One such partnership with the Japanese Trust Fund and UNIFEM allowed YTF to launch the Women’s Economic Empowerment Program in the Niger Delta. This initiative was designed to provide entrepreneurship training for rural women in areas of micro-business management and in developing new distribution and marketing partnerships. YTF conducted focus groups and mobilized rural women living in the Niger Delta, and then designed, developed, and disseminated multimedia CDs that contained information on how to establish and expand an agricultural-based business given the peculiar nature of the Niger Delta. Among other things, content included planting methods, cropping systems, disease control, harvesting, food preservation, storage technologies, and aquaculture.

The Person

Njideka was born in Ibadan, Nigeria to a Nigerian father from Imo state, and an American mother from Michigan. She recalls she always wanted to be an entrepreneur. She was first able to dabble in this passion at the age of 11, when she single-handedly staffed a weekend neighborhood bakery stand, skills that were learned from her mother who owned a French restaurant in Ibadan. Njideka’s father, the only child in his family to continue his education post primary school, and who later went on to become a professor, made it a family tradition to take his children from Ibadan to “the village” during all holidays. Njideka fondly recalls going to the farm in the mornings with her aunt and learning through her challenges of farming. It was during these memorable times spent with relatives that Njideka first experienced rural farming. She made a commitment then to make a difference for rural women, like her aunt.
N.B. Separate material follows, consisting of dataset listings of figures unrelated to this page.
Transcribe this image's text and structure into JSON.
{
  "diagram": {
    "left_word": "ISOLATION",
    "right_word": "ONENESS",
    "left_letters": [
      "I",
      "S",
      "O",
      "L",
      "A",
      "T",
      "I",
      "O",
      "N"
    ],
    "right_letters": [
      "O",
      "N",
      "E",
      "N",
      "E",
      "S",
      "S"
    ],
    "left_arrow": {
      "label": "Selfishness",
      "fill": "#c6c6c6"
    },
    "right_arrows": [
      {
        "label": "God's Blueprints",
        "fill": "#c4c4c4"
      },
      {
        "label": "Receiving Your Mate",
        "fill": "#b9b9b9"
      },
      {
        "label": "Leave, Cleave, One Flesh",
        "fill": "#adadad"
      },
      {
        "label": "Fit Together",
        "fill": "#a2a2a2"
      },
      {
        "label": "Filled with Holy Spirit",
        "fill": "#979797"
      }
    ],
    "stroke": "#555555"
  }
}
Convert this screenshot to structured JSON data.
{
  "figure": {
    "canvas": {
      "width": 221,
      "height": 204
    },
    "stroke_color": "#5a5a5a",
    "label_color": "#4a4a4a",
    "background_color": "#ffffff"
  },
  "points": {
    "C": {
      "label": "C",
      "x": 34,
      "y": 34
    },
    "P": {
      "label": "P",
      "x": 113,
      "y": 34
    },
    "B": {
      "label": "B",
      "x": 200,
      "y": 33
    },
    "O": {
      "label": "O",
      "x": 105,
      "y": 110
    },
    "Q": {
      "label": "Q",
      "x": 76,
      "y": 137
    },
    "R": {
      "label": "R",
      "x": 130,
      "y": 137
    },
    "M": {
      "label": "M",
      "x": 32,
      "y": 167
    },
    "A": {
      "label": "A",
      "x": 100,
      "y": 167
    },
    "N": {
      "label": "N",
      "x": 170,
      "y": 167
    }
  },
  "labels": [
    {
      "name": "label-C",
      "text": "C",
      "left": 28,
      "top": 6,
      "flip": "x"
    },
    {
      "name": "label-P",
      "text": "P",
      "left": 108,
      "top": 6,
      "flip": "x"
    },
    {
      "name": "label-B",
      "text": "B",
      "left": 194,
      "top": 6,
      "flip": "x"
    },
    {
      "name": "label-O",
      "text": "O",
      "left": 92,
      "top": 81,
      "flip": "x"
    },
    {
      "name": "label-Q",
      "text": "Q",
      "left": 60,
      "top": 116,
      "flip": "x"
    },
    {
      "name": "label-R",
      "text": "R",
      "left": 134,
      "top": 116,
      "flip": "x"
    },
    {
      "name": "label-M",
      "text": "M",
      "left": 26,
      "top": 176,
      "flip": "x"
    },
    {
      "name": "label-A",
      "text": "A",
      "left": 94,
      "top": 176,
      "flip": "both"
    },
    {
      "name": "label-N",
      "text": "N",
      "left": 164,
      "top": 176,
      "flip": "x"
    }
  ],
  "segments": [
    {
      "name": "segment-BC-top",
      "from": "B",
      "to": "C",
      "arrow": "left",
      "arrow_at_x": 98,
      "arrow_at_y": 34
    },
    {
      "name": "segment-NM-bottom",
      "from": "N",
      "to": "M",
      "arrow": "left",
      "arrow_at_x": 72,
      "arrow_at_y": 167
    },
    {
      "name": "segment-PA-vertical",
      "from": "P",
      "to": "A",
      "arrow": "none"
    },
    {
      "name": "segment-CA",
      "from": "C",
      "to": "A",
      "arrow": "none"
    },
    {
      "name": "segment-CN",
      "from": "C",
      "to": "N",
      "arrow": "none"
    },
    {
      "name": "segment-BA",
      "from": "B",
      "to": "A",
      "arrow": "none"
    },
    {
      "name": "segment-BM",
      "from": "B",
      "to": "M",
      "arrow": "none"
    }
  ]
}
In the fall of 1993, Njideka moved to the U.S. to pursue a college education and attended the University of Massachusetts, Amherst. Looking at the curriculum early on, Njideka felt immediately at ease as it was seemingly less aggressive than her Nigerian secondary school. However, that ease would suddenly disappear when on the first day of English 101, the professor asked the class to “tell me about a time when… ” While her peers started clicking away on their computers, Njideka grabbed her pen. “I’m so behind and I haven’t even started yet,” Njideka recalls thinking. She immediately started teaching herself how to use a computer, and then at the library, realizing the pivotal role technology plays in education.

Upon graduation, Njideka accepted a position at Microsoft Corporation in Redmond, Washington. There, she challenged senior leadership to expand their operations in sub-Saharan Africa, with hopes that this would help bridge the digital divide between the two continents. Njideka served in an advisory capacity to establish Microsoft’s first West Africa office in Lagos. In 2000, Njideka founded YTF as an international nonprofit, and registered in both Nigeria and the U.S. She soon realized, however, that she wanted to play a much more direct role in her organization. A few years later, Njideka resigned from her comfortable position at Microsoft to pursue her calling to partner with developing nations to meet their challenges in facing a continuously widening digital divide.

Shortly after leaving Microsoft, Njideka was accepted as a post graduate fellow in the Reuters Digital Vision Fellowship at Stanford University. This prestigious program provides social entrepreneurs with a creative environment and a platform to design and implement innovative and scalable technology-based solutions for untapped markets around the world.

Having spent most of her life with limited access to information and communication technology resources in Nigeria, Njideka considers herself a model for how having access to information, even in its simplest form, can make a difference. She is determined and poised to provide the same opportunity for others, including all rural women and their children, for whom the right resources and technology will help increase their incomes, and improve their livelihoods and self-esteem in their communities.